Vision Processing with the Canny Edge Detection Reference Design

ID 683433
Date 2/14/2015
Public
Document Table of Contents

1.5.1. FPGA and ARM Processor Clock Domains

Both clock domains in the Canny edge reference design use the Qsys Modular Scatter-Gather Direct Memory Access controller (mSGDMA) soft IP core. For the stream-to-memory conversion, the mSGDMA increments the memory address by one 32-bit word address and stores the input pixel in that address for each pixel received. The start address and length of transfer are set by the FPGA by writing to the appropriate control registers of the mSGDMA. The transfer length is the total number of pixels in a video. The reverse mSGDMA memory-to-stream conversion is similar. The FPGA provides the start memory address and number of memory entries to convert into a pixel stream.

The Qsys components are in the fixed FPGA 50 MHz clock domain. The design uses digital video interface (DVI) and its clock frequency varies according to video resolution. Because the pixel streams are in the clk_dvi domain, the design uses a dual clocked FIFO buffer for proper data clock domain bridging. Using a FIFO buffer buffers the pixel data.

The FPGA pixel stream is not continuous as it pauses when the data enable signal is active low. For DVI, pixel data are only latched when the DE control signal is active high. Furthermore, the mSGDMA operates using burst transactions as the HPS SDRAM multiport front end (MPFE) controller may be busy servicing other requests. For example when the ARM processor reads or writes from memory. Hence, a buffer ensures that no pixel data is lost. The design allows no backpressure to occur. For the stream-to-memory FIFO clock domain bridging buffer, the fill rate is determined by the input pixel stream out of the FPGA Canny double threshold block. The output rate is determined by the mSGDMA stream to memory transaction rate.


### [YOUR OBJECTIVE]
Count how many lines of the data include the string "High", then say that number and stop.

### [RECORDS SUPPLIED]
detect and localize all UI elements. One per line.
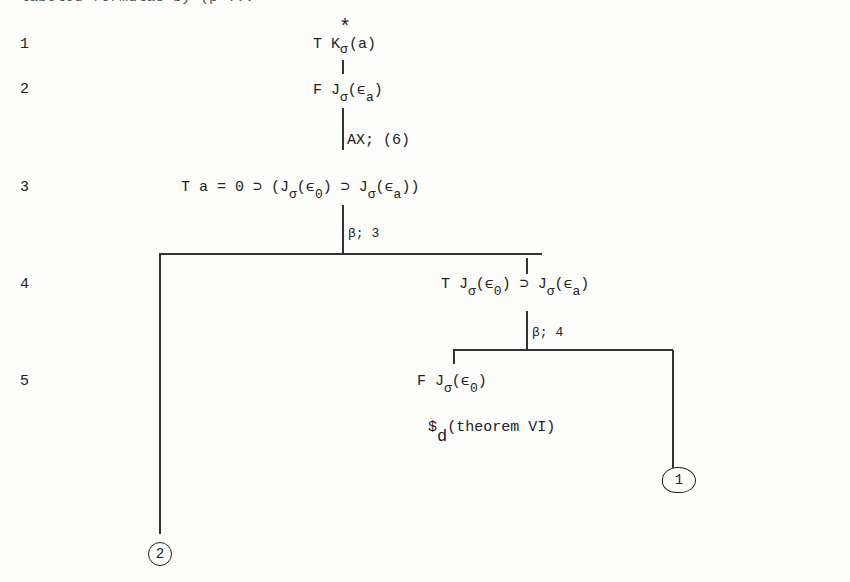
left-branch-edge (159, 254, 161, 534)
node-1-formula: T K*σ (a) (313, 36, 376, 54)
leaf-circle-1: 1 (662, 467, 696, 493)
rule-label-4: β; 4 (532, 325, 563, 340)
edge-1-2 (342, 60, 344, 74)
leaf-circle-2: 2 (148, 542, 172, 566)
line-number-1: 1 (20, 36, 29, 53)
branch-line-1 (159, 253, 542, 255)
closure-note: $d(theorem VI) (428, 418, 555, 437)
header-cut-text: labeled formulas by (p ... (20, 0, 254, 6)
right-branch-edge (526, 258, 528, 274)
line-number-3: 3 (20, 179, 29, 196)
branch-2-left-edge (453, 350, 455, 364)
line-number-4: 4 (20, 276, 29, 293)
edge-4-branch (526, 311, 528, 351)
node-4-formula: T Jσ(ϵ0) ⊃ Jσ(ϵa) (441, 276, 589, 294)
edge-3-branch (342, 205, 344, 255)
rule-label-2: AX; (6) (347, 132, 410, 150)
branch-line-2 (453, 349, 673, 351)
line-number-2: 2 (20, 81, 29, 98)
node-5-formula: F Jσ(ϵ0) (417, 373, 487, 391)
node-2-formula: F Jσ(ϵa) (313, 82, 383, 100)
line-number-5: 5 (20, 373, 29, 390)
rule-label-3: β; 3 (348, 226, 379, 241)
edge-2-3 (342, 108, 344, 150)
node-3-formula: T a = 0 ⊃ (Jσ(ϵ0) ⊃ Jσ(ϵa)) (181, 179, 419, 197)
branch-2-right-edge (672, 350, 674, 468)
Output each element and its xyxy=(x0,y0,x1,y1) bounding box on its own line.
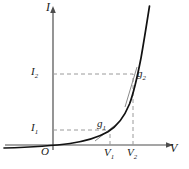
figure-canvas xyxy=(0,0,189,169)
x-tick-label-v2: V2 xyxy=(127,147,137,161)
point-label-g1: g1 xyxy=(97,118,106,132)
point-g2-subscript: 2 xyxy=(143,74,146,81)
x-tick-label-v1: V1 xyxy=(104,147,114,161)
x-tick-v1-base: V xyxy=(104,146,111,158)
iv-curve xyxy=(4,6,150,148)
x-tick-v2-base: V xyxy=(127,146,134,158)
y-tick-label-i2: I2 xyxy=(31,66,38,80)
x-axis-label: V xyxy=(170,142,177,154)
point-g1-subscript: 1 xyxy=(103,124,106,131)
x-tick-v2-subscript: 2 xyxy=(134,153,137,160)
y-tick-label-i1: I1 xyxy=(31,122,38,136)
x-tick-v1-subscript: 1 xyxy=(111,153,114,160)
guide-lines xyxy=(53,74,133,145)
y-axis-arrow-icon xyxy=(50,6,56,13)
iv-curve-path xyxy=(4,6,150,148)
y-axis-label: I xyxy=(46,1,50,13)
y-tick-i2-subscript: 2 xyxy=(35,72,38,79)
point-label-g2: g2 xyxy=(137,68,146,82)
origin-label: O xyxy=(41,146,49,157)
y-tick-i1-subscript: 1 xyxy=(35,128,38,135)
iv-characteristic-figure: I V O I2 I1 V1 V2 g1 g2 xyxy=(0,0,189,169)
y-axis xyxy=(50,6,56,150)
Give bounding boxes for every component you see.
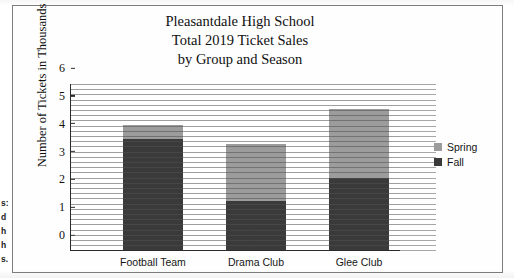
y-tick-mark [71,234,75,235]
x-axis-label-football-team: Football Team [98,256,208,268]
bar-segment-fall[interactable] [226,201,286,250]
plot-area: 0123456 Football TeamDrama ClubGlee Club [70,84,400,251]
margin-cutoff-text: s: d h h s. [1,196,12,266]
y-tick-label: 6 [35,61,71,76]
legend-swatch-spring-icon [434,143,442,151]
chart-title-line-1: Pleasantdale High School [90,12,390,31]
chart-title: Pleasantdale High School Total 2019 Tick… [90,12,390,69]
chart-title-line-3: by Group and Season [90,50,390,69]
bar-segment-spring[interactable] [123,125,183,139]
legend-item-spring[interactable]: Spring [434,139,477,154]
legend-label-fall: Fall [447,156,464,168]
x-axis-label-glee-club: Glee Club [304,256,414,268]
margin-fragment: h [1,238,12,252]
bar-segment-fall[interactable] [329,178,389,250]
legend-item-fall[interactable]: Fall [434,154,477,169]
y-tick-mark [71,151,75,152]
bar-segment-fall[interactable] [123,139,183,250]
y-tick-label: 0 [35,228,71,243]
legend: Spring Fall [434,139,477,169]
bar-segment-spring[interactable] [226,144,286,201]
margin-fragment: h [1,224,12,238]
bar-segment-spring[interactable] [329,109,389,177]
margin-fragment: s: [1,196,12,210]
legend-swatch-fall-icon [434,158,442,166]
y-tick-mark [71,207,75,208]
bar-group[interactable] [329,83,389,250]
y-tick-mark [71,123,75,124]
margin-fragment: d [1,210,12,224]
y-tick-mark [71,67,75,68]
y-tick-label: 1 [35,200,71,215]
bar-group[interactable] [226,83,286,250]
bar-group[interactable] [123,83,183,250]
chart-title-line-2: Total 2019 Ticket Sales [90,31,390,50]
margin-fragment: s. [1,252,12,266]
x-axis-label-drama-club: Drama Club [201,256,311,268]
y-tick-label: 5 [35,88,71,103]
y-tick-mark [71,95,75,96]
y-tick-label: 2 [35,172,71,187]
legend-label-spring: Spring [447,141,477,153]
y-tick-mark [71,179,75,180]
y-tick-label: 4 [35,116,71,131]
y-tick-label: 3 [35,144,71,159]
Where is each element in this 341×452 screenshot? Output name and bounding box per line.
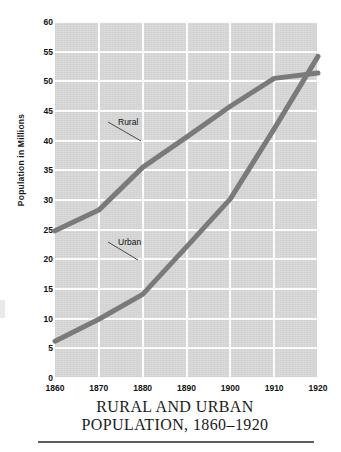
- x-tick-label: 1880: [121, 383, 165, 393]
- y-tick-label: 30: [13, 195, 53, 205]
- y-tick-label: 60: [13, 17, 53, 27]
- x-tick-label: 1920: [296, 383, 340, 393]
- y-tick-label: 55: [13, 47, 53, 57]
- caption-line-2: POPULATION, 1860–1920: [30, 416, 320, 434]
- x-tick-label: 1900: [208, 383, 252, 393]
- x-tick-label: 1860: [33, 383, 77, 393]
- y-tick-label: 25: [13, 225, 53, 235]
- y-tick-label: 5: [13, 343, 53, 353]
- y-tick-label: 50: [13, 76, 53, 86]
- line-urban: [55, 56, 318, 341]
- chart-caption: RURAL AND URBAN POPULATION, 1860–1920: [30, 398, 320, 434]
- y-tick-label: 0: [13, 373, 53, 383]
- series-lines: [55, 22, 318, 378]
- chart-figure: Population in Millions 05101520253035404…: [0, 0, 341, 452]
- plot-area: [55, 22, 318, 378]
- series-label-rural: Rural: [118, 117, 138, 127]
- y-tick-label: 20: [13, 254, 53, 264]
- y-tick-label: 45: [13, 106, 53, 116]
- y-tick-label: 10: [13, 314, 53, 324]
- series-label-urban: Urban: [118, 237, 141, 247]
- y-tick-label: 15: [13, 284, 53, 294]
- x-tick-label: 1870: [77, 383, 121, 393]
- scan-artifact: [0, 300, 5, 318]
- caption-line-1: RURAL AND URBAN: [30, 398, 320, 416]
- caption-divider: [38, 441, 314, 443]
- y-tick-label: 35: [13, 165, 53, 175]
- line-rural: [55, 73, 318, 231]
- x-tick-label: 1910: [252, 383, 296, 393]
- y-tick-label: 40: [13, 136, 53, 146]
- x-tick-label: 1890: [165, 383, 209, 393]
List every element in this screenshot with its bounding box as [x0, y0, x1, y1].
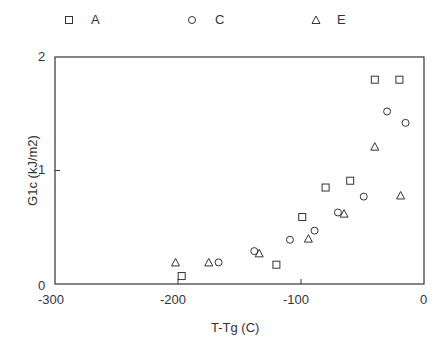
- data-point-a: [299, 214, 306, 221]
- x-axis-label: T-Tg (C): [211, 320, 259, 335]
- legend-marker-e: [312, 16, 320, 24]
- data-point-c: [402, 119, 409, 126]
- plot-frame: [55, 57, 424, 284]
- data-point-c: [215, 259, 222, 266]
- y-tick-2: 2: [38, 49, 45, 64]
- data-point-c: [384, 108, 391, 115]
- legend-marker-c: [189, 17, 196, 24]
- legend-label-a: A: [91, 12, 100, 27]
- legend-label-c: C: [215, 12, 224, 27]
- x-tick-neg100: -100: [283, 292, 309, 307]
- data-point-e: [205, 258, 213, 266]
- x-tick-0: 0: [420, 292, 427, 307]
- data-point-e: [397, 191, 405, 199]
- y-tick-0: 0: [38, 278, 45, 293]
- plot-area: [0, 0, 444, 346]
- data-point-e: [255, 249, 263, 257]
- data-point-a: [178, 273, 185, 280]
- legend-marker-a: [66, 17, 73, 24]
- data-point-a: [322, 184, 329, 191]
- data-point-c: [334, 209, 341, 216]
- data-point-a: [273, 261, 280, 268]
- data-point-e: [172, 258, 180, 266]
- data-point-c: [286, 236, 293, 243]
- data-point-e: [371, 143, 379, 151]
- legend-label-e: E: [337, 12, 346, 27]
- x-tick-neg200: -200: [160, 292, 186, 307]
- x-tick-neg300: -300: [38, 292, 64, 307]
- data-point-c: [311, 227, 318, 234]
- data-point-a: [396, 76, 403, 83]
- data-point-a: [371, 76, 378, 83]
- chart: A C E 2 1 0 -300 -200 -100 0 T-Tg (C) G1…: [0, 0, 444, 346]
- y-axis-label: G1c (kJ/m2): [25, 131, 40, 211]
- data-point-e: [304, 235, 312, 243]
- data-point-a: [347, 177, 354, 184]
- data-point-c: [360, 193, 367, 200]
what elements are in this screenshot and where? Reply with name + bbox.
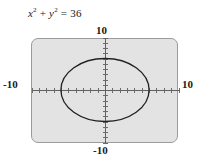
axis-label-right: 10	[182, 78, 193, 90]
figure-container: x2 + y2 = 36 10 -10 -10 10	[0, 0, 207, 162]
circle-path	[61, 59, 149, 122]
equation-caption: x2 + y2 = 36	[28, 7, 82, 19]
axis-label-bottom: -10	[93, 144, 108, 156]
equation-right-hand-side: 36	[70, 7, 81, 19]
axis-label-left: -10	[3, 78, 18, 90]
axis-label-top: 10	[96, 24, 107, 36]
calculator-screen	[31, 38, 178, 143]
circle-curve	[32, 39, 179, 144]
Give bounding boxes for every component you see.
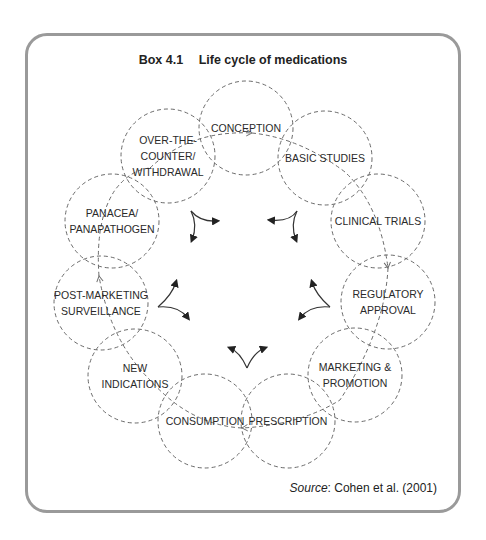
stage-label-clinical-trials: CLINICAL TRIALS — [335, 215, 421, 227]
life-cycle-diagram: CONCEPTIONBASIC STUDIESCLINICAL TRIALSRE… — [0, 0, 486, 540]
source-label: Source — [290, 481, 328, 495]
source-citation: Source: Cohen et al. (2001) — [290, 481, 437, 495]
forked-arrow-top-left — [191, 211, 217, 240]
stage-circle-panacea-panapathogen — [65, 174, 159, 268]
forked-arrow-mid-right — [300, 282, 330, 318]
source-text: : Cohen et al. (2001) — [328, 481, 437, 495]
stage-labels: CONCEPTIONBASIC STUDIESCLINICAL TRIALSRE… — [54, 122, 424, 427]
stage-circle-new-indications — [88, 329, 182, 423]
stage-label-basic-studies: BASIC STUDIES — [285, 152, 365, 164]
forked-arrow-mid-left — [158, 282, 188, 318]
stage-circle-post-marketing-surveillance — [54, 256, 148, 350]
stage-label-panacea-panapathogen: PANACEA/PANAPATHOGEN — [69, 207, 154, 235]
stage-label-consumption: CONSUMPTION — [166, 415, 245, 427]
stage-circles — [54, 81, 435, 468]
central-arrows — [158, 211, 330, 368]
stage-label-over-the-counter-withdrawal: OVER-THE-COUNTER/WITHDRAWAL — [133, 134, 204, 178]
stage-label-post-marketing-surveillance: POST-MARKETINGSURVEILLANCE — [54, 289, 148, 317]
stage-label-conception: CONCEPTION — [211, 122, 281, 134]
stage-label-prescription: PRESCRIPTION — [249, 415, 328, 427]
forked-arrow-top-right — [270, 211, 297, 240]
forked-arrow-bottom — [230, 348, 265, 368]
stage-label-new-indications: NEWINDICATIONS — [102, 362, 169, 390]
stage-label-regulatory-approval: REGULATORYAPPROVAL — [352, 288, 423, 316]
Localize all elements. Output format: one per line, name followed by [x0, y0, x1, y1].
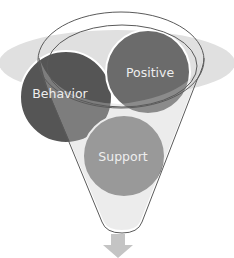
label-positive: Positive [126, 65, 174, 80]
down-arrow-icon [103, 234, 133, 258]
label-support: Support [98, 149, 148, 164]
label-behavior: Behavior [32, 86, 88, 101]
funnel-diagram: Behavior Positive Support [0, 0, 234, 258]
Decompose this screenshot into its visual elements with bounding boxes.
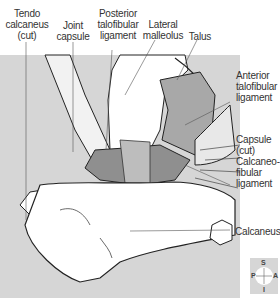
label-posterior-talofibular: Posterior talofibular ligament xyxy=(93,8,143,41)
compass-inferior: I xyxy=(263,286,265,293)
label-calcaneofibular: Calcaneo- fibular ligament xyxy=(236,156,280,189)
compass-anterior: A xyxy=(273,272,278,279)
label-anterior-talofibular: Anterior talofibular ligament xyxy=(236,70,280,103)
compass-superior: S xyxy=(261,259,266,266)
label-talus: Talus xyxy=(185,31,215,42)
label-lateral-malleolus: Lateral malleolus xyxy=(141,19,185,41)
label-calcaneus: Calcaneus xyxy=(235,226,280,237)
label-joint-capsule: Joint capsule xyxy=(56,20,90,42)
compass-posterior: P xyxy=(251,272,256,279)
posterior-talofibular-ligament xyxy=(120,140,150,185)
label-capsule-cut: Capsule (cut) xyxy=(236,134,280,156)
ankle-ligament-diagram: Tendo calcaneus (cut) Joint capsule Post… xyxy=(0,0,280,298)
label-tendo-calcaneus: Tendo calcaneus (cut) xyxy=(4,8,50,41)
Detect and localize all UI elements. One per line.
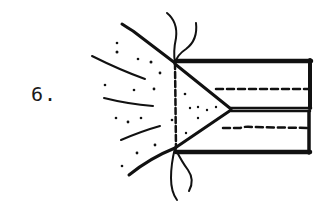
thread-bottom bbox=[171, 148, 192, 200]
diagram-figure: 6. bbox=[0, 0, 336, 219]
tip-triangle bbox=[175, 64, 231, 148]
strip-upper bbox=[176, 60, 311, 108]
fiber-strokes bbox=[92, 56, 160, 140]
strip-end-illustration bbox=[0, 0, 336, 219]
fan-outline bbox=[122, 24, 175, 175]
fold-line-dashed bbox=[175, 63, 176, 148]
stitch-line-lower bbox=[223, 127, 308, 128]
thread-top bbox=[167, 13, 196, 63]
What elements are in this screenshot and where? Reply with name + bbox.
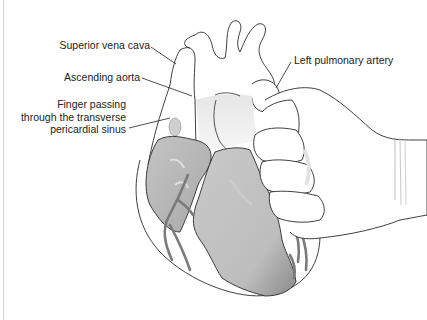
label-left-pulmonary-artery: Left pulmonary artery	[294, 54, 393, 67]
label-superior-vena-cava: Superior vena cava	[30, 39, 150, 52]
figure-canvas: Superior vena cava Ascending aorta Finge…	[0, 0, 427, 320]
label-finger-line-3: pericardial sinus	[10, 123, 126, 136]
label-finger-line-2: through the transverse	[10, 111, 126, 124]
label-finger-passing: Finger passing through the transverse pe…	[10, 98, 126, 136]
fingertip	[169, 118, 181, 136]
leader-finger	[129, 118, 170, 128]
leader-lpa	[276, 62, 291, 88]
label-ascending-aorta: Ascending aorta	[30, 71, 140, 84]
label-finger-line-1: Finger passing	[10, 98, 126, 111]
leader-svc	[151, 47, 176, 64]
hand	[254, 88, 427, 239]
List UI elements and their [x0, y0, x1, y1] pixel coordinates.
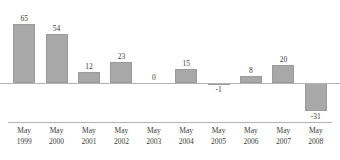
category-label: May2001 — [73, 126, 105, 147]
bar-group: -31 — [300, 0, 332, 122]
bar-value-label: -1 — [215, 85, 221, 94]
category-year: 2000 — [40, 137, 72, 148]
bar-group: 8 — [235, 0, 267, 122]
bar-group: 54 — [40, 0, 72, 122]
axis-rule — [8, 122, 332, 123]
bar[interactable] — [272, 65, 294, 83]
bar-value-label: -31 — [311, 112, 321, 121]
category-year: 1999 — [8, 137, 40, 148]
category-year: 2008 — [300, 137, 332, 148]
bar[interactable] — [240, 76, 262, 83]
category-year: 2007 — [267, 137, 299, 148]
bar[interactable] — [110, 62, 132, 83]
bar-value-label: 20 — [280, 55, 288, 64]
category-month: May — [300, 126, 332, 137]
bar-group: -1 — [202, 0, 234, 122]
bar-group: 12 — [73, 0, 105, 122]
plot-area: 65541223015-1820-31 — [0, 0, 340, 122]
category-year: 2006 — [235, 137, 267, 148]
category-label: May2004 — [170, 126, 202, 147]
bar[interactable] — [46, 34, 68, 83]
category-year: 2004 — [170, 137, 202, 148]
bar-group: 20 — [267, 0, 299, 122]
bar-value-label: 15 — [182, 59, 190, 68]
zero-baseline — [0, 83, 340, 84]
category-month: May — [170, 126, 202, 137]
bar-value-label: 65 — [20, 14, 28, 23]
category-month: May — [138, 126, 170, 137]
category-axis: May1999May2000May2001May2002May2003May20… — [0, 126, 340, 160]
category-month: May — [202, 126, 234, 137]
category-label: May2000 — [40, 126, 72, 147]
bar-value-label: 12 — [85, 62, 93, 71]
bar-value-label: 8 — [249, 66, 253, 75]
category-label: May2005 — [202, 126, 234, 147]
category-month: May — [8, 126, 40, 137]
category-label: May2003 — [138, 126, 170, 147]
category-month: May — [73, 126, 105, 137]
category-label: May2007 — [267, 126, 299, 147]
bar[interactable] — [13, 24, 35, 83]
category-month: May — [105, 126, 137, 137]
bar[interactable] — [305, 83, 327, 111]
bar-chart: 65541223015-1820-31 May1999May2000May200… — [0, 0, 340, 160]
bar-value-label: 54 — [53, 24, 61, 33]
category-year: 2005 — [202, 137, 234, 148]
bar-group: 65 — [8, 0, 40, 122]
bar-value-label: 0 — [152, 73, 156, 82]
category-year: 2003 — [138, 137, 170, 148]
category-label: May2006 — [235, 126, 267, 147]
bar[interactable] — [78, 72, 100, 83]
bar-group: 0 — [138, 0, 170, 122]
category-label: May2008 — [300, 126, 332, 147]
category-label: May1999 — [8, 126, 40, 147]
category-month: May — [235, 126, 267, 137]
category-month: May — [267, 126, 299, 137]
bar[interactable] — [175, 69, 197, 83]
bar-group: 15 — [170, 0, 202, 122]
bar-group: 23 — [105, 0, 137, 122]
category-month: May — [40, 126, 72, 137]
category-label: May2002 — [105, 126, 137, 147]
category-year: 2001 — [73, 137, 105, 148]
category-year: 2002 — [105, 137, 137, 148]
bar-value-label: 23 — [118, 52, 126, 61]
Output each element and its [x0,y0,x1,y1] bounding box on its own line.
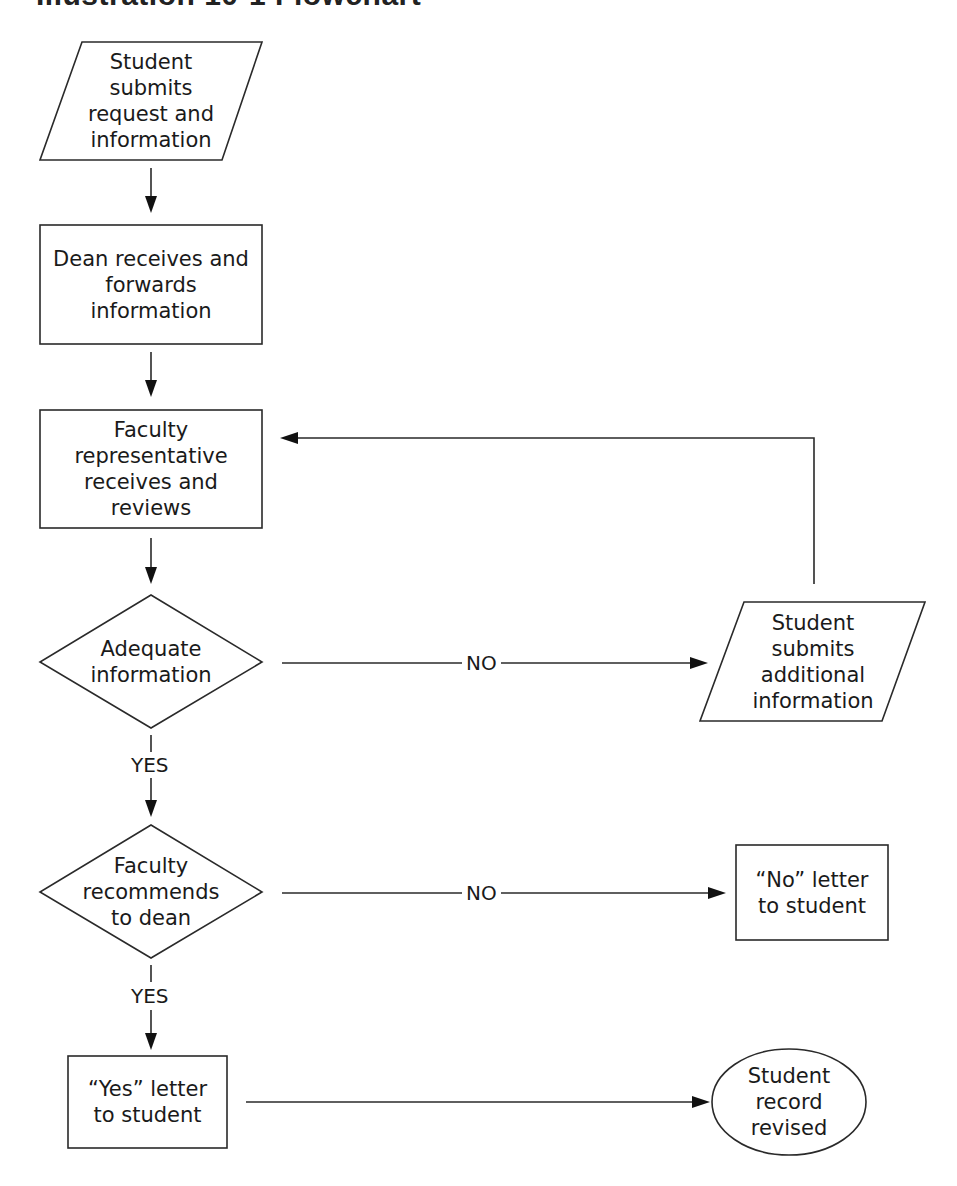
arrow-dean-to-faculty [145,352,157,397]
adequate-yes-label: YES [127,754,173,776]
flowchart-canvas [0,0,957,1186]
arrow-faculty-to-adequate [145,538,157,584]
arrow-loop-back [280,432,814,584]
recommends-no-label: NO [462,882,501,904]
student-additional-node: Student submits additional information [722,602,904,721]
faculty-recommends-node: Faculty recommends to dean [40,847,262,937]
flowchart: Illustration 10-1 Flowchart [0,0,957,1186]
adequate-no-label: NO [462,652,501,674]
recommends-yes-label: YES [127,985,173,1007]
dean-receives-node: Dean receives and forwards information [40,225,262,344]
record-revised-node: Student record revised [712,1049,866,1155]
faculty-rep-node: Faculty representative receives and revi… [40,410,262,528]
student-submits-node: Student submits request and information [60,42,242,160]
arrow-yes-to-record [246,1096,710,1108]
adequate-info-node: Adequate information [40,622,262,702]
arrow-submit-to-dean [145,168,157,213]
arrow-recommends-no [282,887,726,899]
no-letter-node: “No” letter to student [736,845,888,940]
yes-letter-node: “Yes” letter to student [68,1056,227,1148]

### [SOLVED PROBLEM]
2